Thursday, November 13, 2014

NOT cancer!!

Hallelujah, it’s NOT cancer!!!!  My official diagnosis is: Benign Paroxysmal Positional Vertigo (BPPV).  What the heck is that? (I didn’t know either)

It means they think that part of my inner ear is off, the part that helps tell the body what is balanced, and so when upright, my body thinks it’s falling, causing my dizziness and headache. 

http://en.wikipedia.org/wiki/BPPV

Those little circles in the picture get stuck down in the posterior canal or in the cochlea and aren’t floating like they should be.  It could go away on its own or with a couple of sessions of physical therapy to move them back into their proper space.  I meet with my oncologist on Wednesday to see if my symptoms are better and to talk about my hip.  I might be able to do physical therapy to deal with both.

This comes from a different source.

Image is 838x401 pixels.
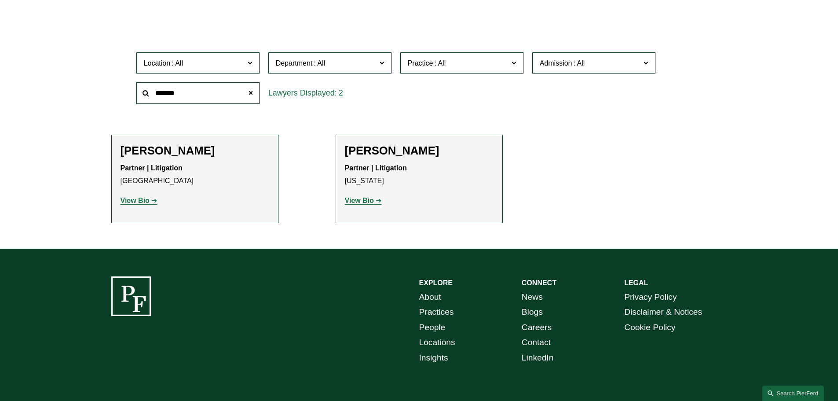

The most common form of breast cancer loves to return in bones, but I actually had a less common form; my type is much more common among young women but less common in the general populous of breast cancer patients.  The kind that I had is much more likely to come back in the brain than in the bones so it’s such a relief that it hasn’t!!  And, that means it’s even more likely that my hip pain is a side effect of chemo than a side effect of cancer having returned.  It’s very common for young cancer patients to develop swelling in the joints, called bursitis.  When we meet with my onc. on Wednesday we’ll talk about a decision matrix for my hip pain.  Even if it is breast cancer in my bones, it would be waaaaayyy slower growing than breast cancer in the brain so it’s not as emergent to get a scan to rule out cancer as the cause of my pain and expose my poor body to more radiation.

Thanks everyone for waiting with me and praying for me.  I am so grateful for your support.  Please pray for my continued recovery.  Feeling like you’re going to pass out with an almost constant headache sucks and I look forward to feeling better!  Trumps my hip pain any day.  I’m also grateful for the constant reminders in my life not to take a single day for granted.  Pain or no pain, I have a choice to face my day with thankfulness and gratitude for my many blessings.  So many of my “problems” are first world problems: when Josh’s job ends will we need to move?;  “only” having one bathroom for six people; owning a vehicle with high millage; how to pay for some of the best medical care in the world.  Aren’t we blessed?

I’m going to spend my weekend looking for blessings in every moment.  Can you find a hundred by
Monday?  I think it won’t be that hard for me to.